Yesterday, we had a date night, and over dinner, we thought “Wouldn’t it be nice to watch Contact? Neither of us have seen it since it came out, almost 20 years ago.”
First, we opened up Netflix, and searched for ‘Contact’. It wasn’t available there, but Netflix said it could show us movies similar to it. (It also showed us ‘Star Trek: First Contact” as an option, more on that later.)
So, we try iTunes. We’re trying it on my computer, because S’s Mac has mysteriously stopped talking to our USB speakers. Fast-forwarding through the standard iTunes bad user experience[1], we eventually figure out how to rent ‘Contact’, the movie, in HD for $4.99. It starts downloading. We hook up the projector, start the movie, and we see the following screen:
The movie that we just paid money to rent will not play on a display that iTunes was more than happy to play on just a couple of years ago.
Think about what just happened here. We went to the extra effort of purchasing a movie rental, and it is treating us like we’re trying to pirate it.
Doing some quick googling, we determine that we might be able to get the SD version to work with our setup, but iTunes won’t let us change from HD to SD (and keeps trying to download the HD version, despite the fact that this will overfill the hard drive).
So, back to Netflix. We eventually settle on Firefly (a really interesting concept, more on this in a later post). Netflix just works.
Or at least Netflix tries to work. Somewhere during this process, my Mac has silently decided that it should no longer talk to the USB speakers. There being no useful way to debug this in the ‘System Preferences’ menu, we end up lugging my sound system from my computer, which has a headphone jack connector like so:
The headphone jack connect works. We finally start to relax, I start watching Firefly for the first time, then we watch the masterpiece which is Star Trek: First Contact, and go to sleep happy.
Apple has a lot of power, through its massive market share and avid user base. This power can be used for good, such as when it is used to push for selling DRM-free music, but it can also be used for evil, such as when Apple Music deletes music that you have composed.
With the iPhone 7, Apple is using this power to no longer include a standard headphone jack. Now all music, audio, Stripe payments, what have you, will be streamed digitally. It will probably work, it might even work perfectly and for a long time. But at some point, someone will decide to add DRM to that stream, and all of a sudden your music will stop working.
All because Apple decided to remove your headphone jack.
Cory Doctorow also has some thoughts about this.
[1]iTunes standard bad experience:
– You have to search twice in the search bar for it to actually search
– The search function has a pre-defined list of types of media, and it will always show them to you in that order. Compare with the Google search for ‘Contact’.
– If you start downloading a rented HD movie, you can’t switch to the SD version, even if you realize you don’t have enough hard drive space, or the HD movie won’t play because of the HDCP DRM.
– And don’t get me started on how slow it always is.
More people need to have these frustrating experiences and understand *why* they’re having them.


*Exercise aim*. The lines to find are those in the entries that hold the word "cross"; copy every one of them.

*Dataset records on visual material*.
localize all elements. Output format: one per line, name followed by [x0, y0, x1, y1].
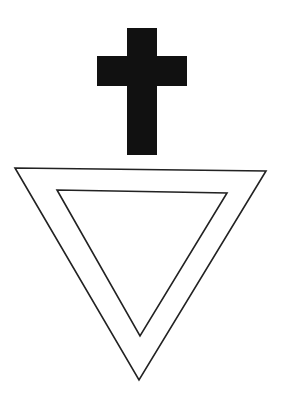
- cross-icon: [97, 28, 187, 155]
- triangle-down-outline-icon: [15, 168, 266, 380]
- cross-vertical-bar: [127, 28, 157, 155]
- symbol-figure: [0, 0, 282, 396]
- cross-horizontal-bar: [97, 56, 187, 86]
- inner-triangle: [57, 190, 227, 336]
- outer-triangle: [15, 168, 266, 380]
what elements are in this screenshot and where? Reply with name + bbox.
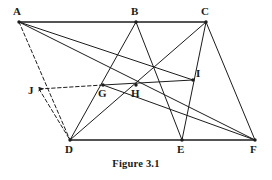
segment-GJ: [39, 85, 103, 89]
vertex-label-A: A: [13, 6, 21, 17]
vertex-label-F: F: [250, 144, 257, 155]
vertex-marker-E: [180, 138, 183, 141]
segment-AF: [19, 22, 255, 140]
segment-CF: [206, 22, 255, 140]
vertex-marker-C: [204, 20, 207, 23]
vertex-label-E: E: [177, 144, 184, 155]
segment-AI: [19, 22, 193, 80]
segment-AD: [19, 22, 70, 140]
vertex-marker-I: [191, 78, 194, 81]
segment-GI: [103, 80, 193, 85]
vertex-marker-A: [17, 20, 20, 23]
figure-caption: Figure 3.1: [0, 158, 272, 169]
vertex-label-B: B: [131, 6, 138, 17]
figure-container: ABCDEFGHIJ Figure 3.1: [0, 0, 272, 180]
vertex-label-C: C: [201, 6, 209, 17]
vertex-marker-D: [68, 138, 71, 141]
vertex-label-I: I: [196, 68, 200, 79]
segments-group: [19, 22, 255, 140]
vertex-marker-F: [253, 138, 256, 141]
segment-JD: [39, 89, 70, 140]
vertex-label-H: H: [131, 88, 140, 99]
vertex-marker-B: [134, 20, 137, 23]
vertex-label-G: G: [98, 88, 107, 99]
vertex-label-J: J: [28, 85, 34, 96]
vertex-label-D: D: [65, 144, 73, 155]
segment-BD: [70, 22, 136, 140]
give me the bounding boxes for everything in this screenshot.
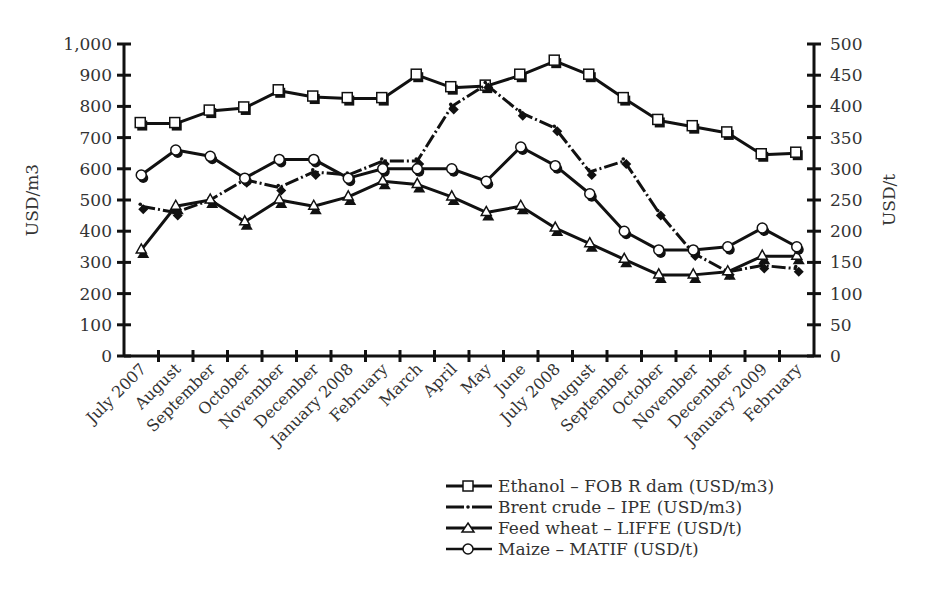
right-tick-label: 100 [830,284,862,304]
left-tick-label: 100 [80,315,112,335]
legend-label: Maize – MATIF (USD/t) [498,539,699,559]
right-tick-label: 300 [830,159,862,179]
left-tick-label: 600 [80,159,112,179]
legend-label: Ethanol – FOB R dam (USD/m3) [498,476,774,496]
square-marker-icon [444,479,494,493]
left-tick-label: 900 [80,65,112,85]
legend-item-ethanol: Ethanol – FOB R dam (USD/m3) [444,475,774,496]
circle-marker-icon [444,542,494,556]
legend-label: Feed wheat – LIFFE (USD/t) [498,518,742,538]
left-tick-label: 500 [80,190,112,210]
right-tick-label: 150 [830,252,862,272]
triangle-marker-icon [444,521,494,535]
right-axis-title: USD/t [879,174,899,226]
right-tick-label: 350 [830,128,862,148]
left-axis-title: USD/m3 [22,164,42,236]
legend-item-maize: Maize – MATIF (USD/t) [444,538,774,559]
right-tick-label: 50 [830,315,852,335]
left-tick-label: 1,000 [63,34,112,54]
legend-item-wheat: Feed wheat – LIFFE (USD/t) [444,517,774,538]
dot-marker-icon [444,500,494,514]
x-tick-label: April [418,359,460,401]
right-tick-label: 250 [830,190,862,210]
legend-item-brent: Brent crude – IPE (USD/m3) [444,496,774,517]
legend-label: Brent crude – IPE (USD/m3) [498,497,742,517]
left-tick-label: 700 [80,128,112,148]
left-tick-label: 200 [80,284,112,304]
series-circle [136,142,804,258]
x-axis: July 2007AugustSeptemberOctoberNovemberD… [81,350,814,451]
left-tick-label: 400 [80,221,112,241]
right-y-axis: 050100150200250300350400450500 [807,34,862,366]
left-tick-label: 300 [80,252,112,272]
right-tick-label: 500 [830,34,862,54]
left-y-axis: 01002003004005006007008009001,000 [63,34,131,366]
right-tick-label: 200 [830,221,862,241]
right-tick-label: 450 [830,65,862,85]
right-tick-label: 400 [830,96,862,116]
series-square [135,55,803,162]
series-layer [135,55,805,283]
left-tick-label: 800 [80,96,112,116]
legend: Ethanol – FOB R dam (USD/m3) Brent crude… [444,475,774,559]
series-triangle [136,175,805,283]
right-tick-label: 0 [830,346,841,366]
x-tick-label: May [457,359,495,397]
left-tick-label: 0 [101,346,112,366]
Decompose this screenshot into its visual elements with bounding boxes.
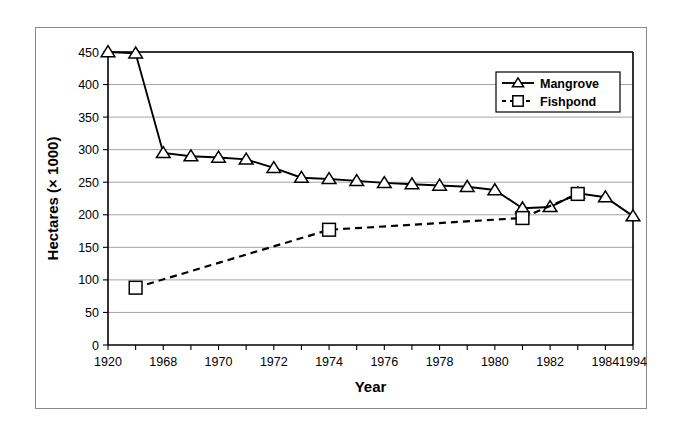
x-tick-label: 1972 [260, 355, 288, 369]
data-point-mangrove [626, 210, 640, 221]
y-tick-label: 250 [78, 176, 99, 190]
y-tick-label: 50 [85, 306, 99, 320]
y-tick-label: 0 [92, 339, 99, 353]
data-point-mangrove [156, 147, 170, 158]
data-point-fishpond [129, 281, 142, 294]
y-axis-title: Hectares (× 1000) [44, 137, 61, 261]
y-tick-label: 400 [78, 78, 99, 92]
legend-marker-fishpond [513, 96, 523, 106]
data-point-mangrove [101, 46, 115, 57]
y-tick-label: 200 [78, 208, 99, 222]
x-tick-label: 1980 [481, 355, 509, 369]
series-line-fishpond [136, 194, 578, 288]
legend-label-fishpond: Fishpond [540, 95, 596, 109]
x-axis-title: Year [355, 378, 387, 395]
data-point-fishpond [323, 223, 336, 236]
y-tick-label: 100 [78, 273, 99, 287]
x-tick-label: 1976 [370, 355, 398, 369]
x-tick-label: 1994 [619, 355, 647, 369]
x-tick-label: 1970 [205, 355, 233, 369]
chart-canvas: 0501001502002503003504004501920196819701… [0, 0, 684, 438]
x-tick-label: 1920 [94, 355, 122, 369]
y-tick-label: 150 [78, 241, 99, 255]
y-tick-label: 450 [78, 46, 99, 60]
y-tick-label: 300 [78, 143, 99, 157]
y-tick-label: 350 [78, 111, 99, 125]
x-tick-label: 1982 [536, 355, 564, 369]
x-tick-label: 1984 [591, 355, 619, 369]
line-chart: 0501001502002503003504004501920196819701… [0, 0, 684, 438]
data-point-fishpond [571, 188, 584, 201]
x-tick-label: 1978 [426, 355, 454, 369]
legend-label-mangrove: Mangrove [540, 77, 599, 91]
data-point-fishpond [516, 212, 529, 225]
x-tick-label: 1968 [149, 355, 177, 369]
x-tick-label: 1974 [315, 355, 343, 369]
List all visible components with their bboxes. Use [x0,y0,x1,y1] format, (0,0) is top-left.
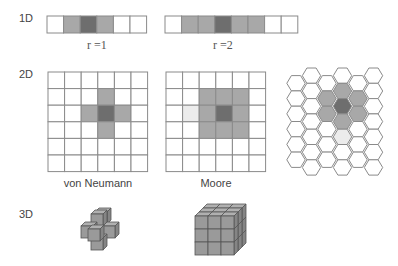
cross-front-front [88,229,100,241]
von-neumann-cell-empty [98,155,115,172]
hex-cell-neighbor [318,106,336,121]
moore-cell-empty [166,155,183,172]
moore-cell-center [216,105,233,122]
hex-cell-neighbor [349,91,367,106]
moore-cell-neighbor [216,89,233,106]
hex-cell-neighbor [349,106,367,121]
hex-cell-empty [364,160,382,175]
hex-cell-empty [287,76,305,91]
von-neumann-cell-empty [48,89,65,106]
hex-cell-empty [318,122,336,137]
moore-cell-empty [183,89,200,106]
moore-cell-empty [199,72,216,89]
moore-cell-empty [216,138,233,155]
caption-moore: Moore [166,177,266,189]
1d-cell-neighbor [231,16,248,33]
hex-cell-empty [287,91,305,106]
hex-cell-empty [333,68,351,83]
von-neumann-cell-empty [65,105,82,122]
hex-cell-empty [287,152,305,167]
von-neumann-cell-empty [65,72,82,89]
moore-cell-empty [249,105,266,122]
hex-cell-empty [349,152,367,167]
1d-cell-empty [165,16,182,33]
hex-cell-empty [302,68,320,83]
moore-cell-empty [166,138,183,155]
von-neumann-cell-empty [98,138,115,155]
hex-cell-neighbor [333,114,351,129]
moore-cell-faint [183,105,200,122]
1d-cell-neighbor [64,16,81,33]
von-neumann-cell-empty [81,122,98,139]
von-neumann-cell-empty [131,122,148,139]
moore-cell-empty [249,155,266,172]
moore-cell-empty [199,155,216,172]
hex-cell-faint [333,129,351,144]
von-neumann-cell-neighbor [98,122,115,139]
moore-cell-empty [232,138,249,155]
hex-cell-empty [302,83,320,98]
hex-cell-empty [302,99,320,114]
moore-cell-empty [216,72,233,89]
hex-cell-empty [364,68,382,83]
von-neumann-cell-empty [81,72,98,89]
hex-cell-empty [364,129,382,144]
von-neumann-cell-empty [81,155,98,172]
1d-cell-empty [113,16,130,33]
moore-cell-empty [166,122,183,139]
moore-cell-empty [232,155,249,172]
hex-cell-empty [333,145,351,160]
hex-cell-empty [364,145,382,160]
caption-von-neumann: von Neumann [48,177,148,189]
moore-cell-neighbor [232,105,249,122]
hex-cell-empty [349,137,367,152]
moore-cell-empty [249,89,266,106]
moore-cell-neighbor [199,89,216,106]
moore-cube-front [208,242,221,255]
moore-cell-empty [166,89,183,106]
von-neumann-cell-empty [98,72,115,89]
moore-cell-neighbor [232,122,249,139]
von-neumann-cell-empty [48,72,65,89]
von-neumann-cell-neighbor [114,105,131,122]
von-neumann-cell-empty [114,122,131,139]
1d-cell-center [80,16,97,33]
moore-cell-empty [216,155,233,172]
von-neumann-cell-empty [114,155,131,172]
moore-cell-empty [166,72,183,89]
moore-cell-neighbor [216,122,233,139]
1d-cell-empty [265,16,282,33]
hex-cell-empty [287,122,305,137]
1d-cell-neighbor [182,16,199,33]
1d-cell-neighbor [97,16,114,33]
moore-cell-empty [249,122,266,139]
moore-cell-empty [232,72,249,89]
moore-cell-neighbor [199,122,216,139]
hex-cell-empty [302,114,320,129]
moore-cell-neighbor [199,105,216,122]
moore-cube-front [195,216,208,229]
moore-cell-empty [183,155,200,172]
hex-cell-empty [287,106,305,121]
moore-cell-empty [183,72,200,89]
radius-label-r2: r =2 [193,38,253,53]
hex-cell-empty [333,160,351,175]
von-neumann-cell-empty [131,138,148,155]
moore-cube-front [195,242,208,255]
moore-cube-front [208,229,221,242]
von-neumann-cell-empty [114,72,131,89]
von-neumann-cell-neighbor [98,89,115,106]
von-neumann-cell-center [98,105,115,122]
hex-cell-empty [364,114,382,129]
hex-cell-empty [364,99,382,114]
hex-cell-empty [302,145,320,160]
von-neumann-cell-empty [48,122,65,139]
moore-cube-front [195,229,208,242]
von-neumann-cell-neighbor [81,105,98,122]
hex-cell-empty [302,160,320,175]
hex-cell-empty [287,137,305,152]
hex-cell-neighbor [333,83,351,98]
hex-cell-empty [318,137,336,152]
von-neumann-cell-empty [131,105,148,122]
hex-cell-empty [364,83,382,98]
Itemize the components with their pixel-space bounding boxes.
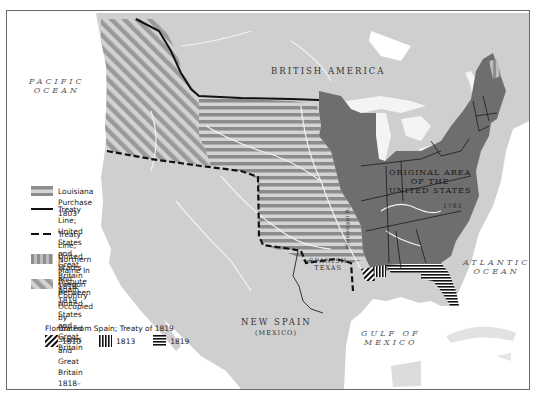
legend-florida-1810: 1810 — [62, 337, 81, 346]
label-new-spain: NEW SPAIN — [241, 318, 312, 328]
vertical-hatch-icon — [99, 335, 112, 347]
northern-maine-swatch-icon — [31, 254, 53, 264]
dashed-line-icon — [31, 229, 53, 239]
solid-line-icon — [31, 204, 53, 214]
legend-florida-1819: 1819 — [170, 337, 189, 346]
legend-florida-title: Florida From Spain; Treaty of 1819 — [45, 324, 215, 333]
oregon-country-swatch-icon — [31, 279, 53, 289]
legend-florida-1813: 1813 — [116, 337, 135, 346]
label-spanish-texas: SPANISH TEXAS — [309, 258, 347, 273]
label-mississippi-river: Mississippi R. — [345, 207, 351, 249]
diagonal-hatch-icon — [45, 335, 58, 347]
louisiana-purchase-swatch-icon — [31, 186, 53, 196]
map-frame: PACIFIC OCEAN BRITISH AMERICA ORIGINAL A… — [6, 10, 530, 390]
label-atlantic-ocean: ATLANTIC OCEAN — [463, 258, 530, 276]
label-gulf-of-mexico: GULF OF MEXICO — [361, 329, 421, 347]
label-original-area-year: 1783 — [443, 203, 462, 210]
label-new-spain-mexico: (MEXICO) — [255, 330, 297, 337]
label-british-america: BRITISH AMERICA — [271, 67, 385, 77]
legend-florida: Florida From Spain; Treaty of 1819 1810 … — [45, 324, 215, 347]
horizontal-hatch-icon — [153, 335, 166, 347]
label-original-area: ORIGINAL AREA OF THE UNITED STATES — [389, 168, 471, 196]
legend-florida-years: 1810 1813 1819 — [45, 335, 215, 347]
label-pacific-ocean: PACIFIC OCEAN — [29, 77, 85, 95]
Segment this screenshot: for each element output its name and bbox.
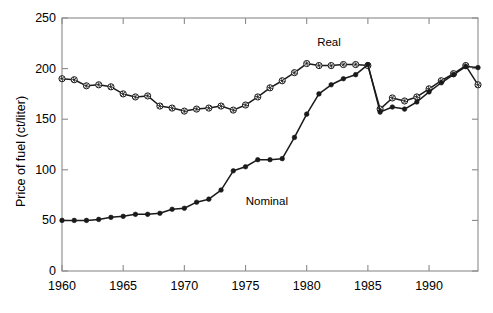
data-point [158,211,163,216]
y-tick-label: 50 [42,213,56,227]
x-tick-label: 1980 [293,279,321,293]
data-point [243,164,248,169]
data-point [366,62,371,67]
data-point [280,156,285,161]
series-label-nominal: Nominal [246,195,288,207]
data-point [60,218,65,223]
data-point [170,207,175,212]
data-point [476,65,481,70]
y-tick-label: 250 [35,11,56,25]
data-point [341,76,346,81]
fuel-price-chart: Price of fuel (ct/liter) 250200150100500… [0,0,493,313]
y-tick-label: 150 [35,112,56,126]
plot-frame [62,18,478,271]
series-label-real: Real [317,36,341,48]
data-point [451,72,456,77]
y-tick-label: 0 [49,264,56,278]
data-point [378,110,383,115]
series-real [59,60,481,114]
data-point [109,215,114,220]
data-point [268,157,273,162]
data-point [427,90,432,95]
data-point [353,72,358,77]
data-point [219,188,224,193]
data-point [304,112,309,117]
y-axis-title: Price of fuel (ct/liter) [14,95,28,206]
data-point [145,212,150,217]
data-point [84,218,89,223]
data-point [121,214,126,219]
data-point [133,212,138,217]
y-tick-label: 100 [35,163,56,177]
x-tick-label: 1985 [354,279,382,293]
data-point [182,206,187,211]
data-point [292,135,297,140]
data-point [231,169,236,174]
x-tick-label: 1975 [232,279,260,293]
data-point [439,80,444,85]
y-tick-label: 200 [35,62,56,76]
data-point [402,107,407,112]
chart-plot-area [0,0,493,313]
x-tick-label: 1990 [415,279,443,293]
data-point [255,157,260,162]
data-point [194,200,199,205]
data-point [390,105,395,110]
data-point [415,100,420,105]
data-point [96,217,101,222]
x-tick-label: 1965 [109,279,137,293]
data-point [329,82,334,87]
data-point [72,218,77,223]
data-point [207,197,212,202]
x-tick-label: 1960 [48,279,76,293]
x-tick-label: 1970 [170,279,198,293]
data-point [463,64,468,69]
data-point [317,92,322,97]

*Finished exercise*.
- cross-icon: [97, 28, 187, 155]
- cross-vertical-bar: [127, 28, 157, 155]
- cross-horizontal-bar: [97, 56, 187, 86]
cross-front-front [88,229,100,241]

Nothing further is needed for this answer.